Under current copyright law, students have special privileges. The 500-word quotation limit does not apply to them; they have the right to quote more extensively—for educational purposes. (I'm not talking here about local plagiarism restrictions, which typically require attribution of the source, but about copyright, which limits the length of permissible quotation, regardless of citation and documentation.) Similarly, students are allowed to appropriate images created by others.
And then the fun begins. What happens when a college collects and publishes exemplary student writing? As I understand it, it's still okay. Still for educational purposes.
But what happens when the college begins making money from that collection of student writing? What happens, for example, when the exemplary student writing is included in—or itself becomes—the "reader" used in composition classes, with composition students purchasing copies?
Ah. No longer educational purposes. Now the college has to backtrack and find out where all those quotations and images came from—and as every teacher knows, practically no student provides a completely accurate attribution trail. So somebody has to do the excruciating work of identifying the rights-holders of all those quotations and images. And then somebody has to do the even more excruciating work of contacting all those rights-holders for permission to reprint. And then somebody has to pay for all those rights.
One moral to this story is to sign contracts with publishers that require them to get all those permissions. But that leaves the question of backtracking through all those student papers to figure out who the rights-holders are.
And that leads to what is for me an even bigger moral of the story: Take your students' writing seriously. Require that they fully document their sources. Most of us writing teachers, I think, tend to worry most about the logical development of ideas, the telling of a compelling story. And most of us, I'm afraid, regard editing and documenting as mechanical work that can be postponed till a later date. Yet if we actually are taking our students' writing seriously, if we actually are respecting and appreciating those logical, well-developed, compelling stories, then we should be expecting those writers to be fully documenting their sources, so that later, when their essays win prizes and are being considered for publication in composition readers, they won't be cut because their sources can't be identified and contacted.

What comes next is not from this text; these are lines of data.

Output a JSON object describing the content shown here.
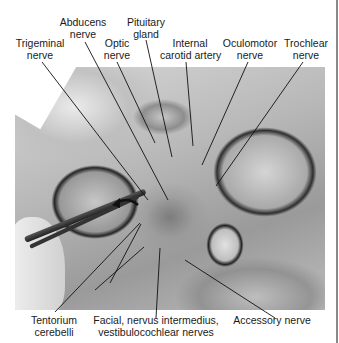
{
  "figure": {
    "type": "labeled anatomical photograph",
    "photo_description": "Dissection of cranial base viewed from above, tentorium cerebelli retracted with forceps",
    "arrow_icon": "curved-arrow-left",
    "labels": [
      {
        "id": "trigeminal",
        "lines": [
          "Trigeminal",
          "nerve"
        ]
      },
      {
        "id": "abducens",
        "lines": [
          "Abducens",
          "nerve"
        ]
      },
      {
        "id": "optic",
        "lines": [
          "Optic",
          "nerve"
        ]
      },
      {
        "id": "pituitary",
        "lines": [
          "Pituitary",
          "gland"
        ]
      },
      {
        "id": "internal_carotid",
        "lines": [
          "Internal",
          "carotid artery"
        ]
      },
      {
        "id": "oculomotor",
        "lines": [
          "Oculomotor",
          "nerve"
        ]
      },
      {
        "id": "trochlear",
        "lines": [
          "Trochlear",
          "nerve"
        ]
      },
      {
        "id": "tentorium",
        "lines": [
          "Tentorium",
          "cerebelli"
        ]
      },
      {
        "id": "facial",
        "lines": [
          "Facial, nervus intermedius,",
          "vestibulocochlear nerves"
        ]
      },
      {
        "id": "accessory",
        "lines": [
          "Accessory nerve"
        ]
      }
    ]
  }
}
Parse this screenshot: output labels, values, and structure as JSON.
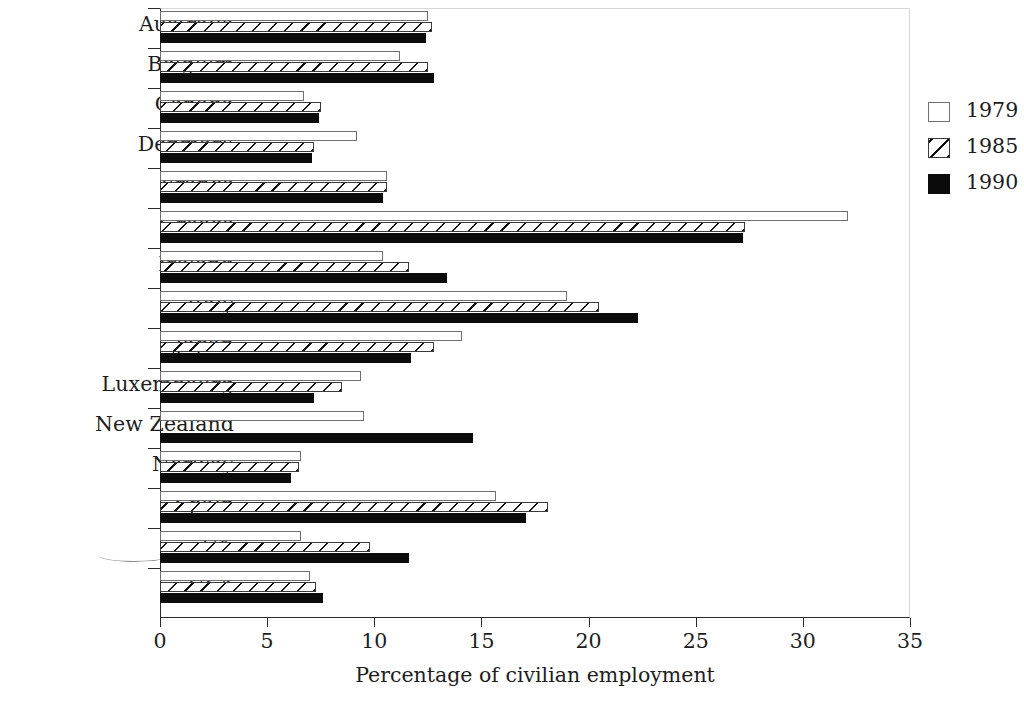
{
  "chart_data": {
    "type": "bar",
    "orientation": "horizontal",
    "title": "",
    "xlabel": "Percentage of  civilian employment",
    "ylabel": "",
    "xlim": [
      0,
      35
    ],
    "xticks": [
      0,
      5,
      10,
      15,
      20,
      25,
      30,
      35
    ],
    "xtick_labels": [
      "0",
      "5",
      "10",
      "15",
      "20",
      "25",
      "30",
      "35"
    ],
    "grid": false,
    "legend_position": "right",
    "categories": [
      "Australia",
      "Belgium",
      "Canada",
      "Denmark",
      "France",
      "Greece",
      "Ireland",
      "Italy",
      "Japan",
      "Luxembourg",
      "New Zealand",
      "Norway",
      "Spain",
      "UK",
      "USA"
    ],
    "series": [
      {
        "name": "1979",
        "fill": "white",
        "values": [
          12.5,
          11.2,
          6.7,
          9.2,
          10.6,
          32.1,
          10.4,
          19.0,
          14.1,
          9.4,
          9.5,
          6.6,
          15.7,
          6.6,
          7.0
        ]
      },
      {
        "name": "1985",
        "fill": "hatched",
        "values": [
          12.7,
          12.5,
          7.5,
          7.2,
          10.6,
          27.3,
          11.6,
          20.5,
          12.8,
          8.5,
          null,
          6.5,
          18.1,
          9.8,
          7.3
        ]
      },
      {
        "name": "1990",
        "fill": "black",
        "values": [
          12.4,
          12.8,
          7.4,
          7.1,
          10.4,
          27.2,
          13.4,
          22.3,
          11.7,
          7.2,
          14.6,
          6.1,
          17.1,
          11.6,
          7.6
        ]
      }
    ]
  },
  "legend": {
    "items": [
      {
        "label": "1979",
        "swatch": "white-square"
      },
      {
        "label": "1985",
        "swatch": "hatched-square"
      },
      {
        "label": "1990",
        "swatch": "black-square"
      }
    ]
  },
  "colors": {
    "bar_1990": "#0b0b0b",
    "bar_outline": "#6f6f6f",
    "hatch": "#111111",
    "axis": "#2b2b2b",
    "text": "#1d1d1d",
    "background": "#ffffff"
  },
  "annotations": {
    "uk_underline": true
  }
}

And this isn't a very unusual scenario. The reason I've been thinking about my colleague's quandary is that it resonates with my own. My handbook is going to have model student essays in it, and as I've combed through prospects—essays that I thought were terrific and that I fully expected to use in the book—there are several that I've had to eliminate because of source-attribution problems. If my colleagues and I had regarded our students' writing as potentially fit for an audience larger than one and if we had really taught them how to document sources, those students' work would be getting published soon. As it is, all they got was a grade.
Posted by senioritis at June 14, 2006 08:25 AM
Comments
excellent thoughts/post...as the perpetual student I always assume the paper ends with the class
Posted by: The Old Bag at June 14, 2006 04:07 PM
I read this post after reading Amy Robillard's essay on citing students, and I'm fascinated and glad that someone, or someones, are giving attention to this aspect of academia that has always seemed like an unchangeable given.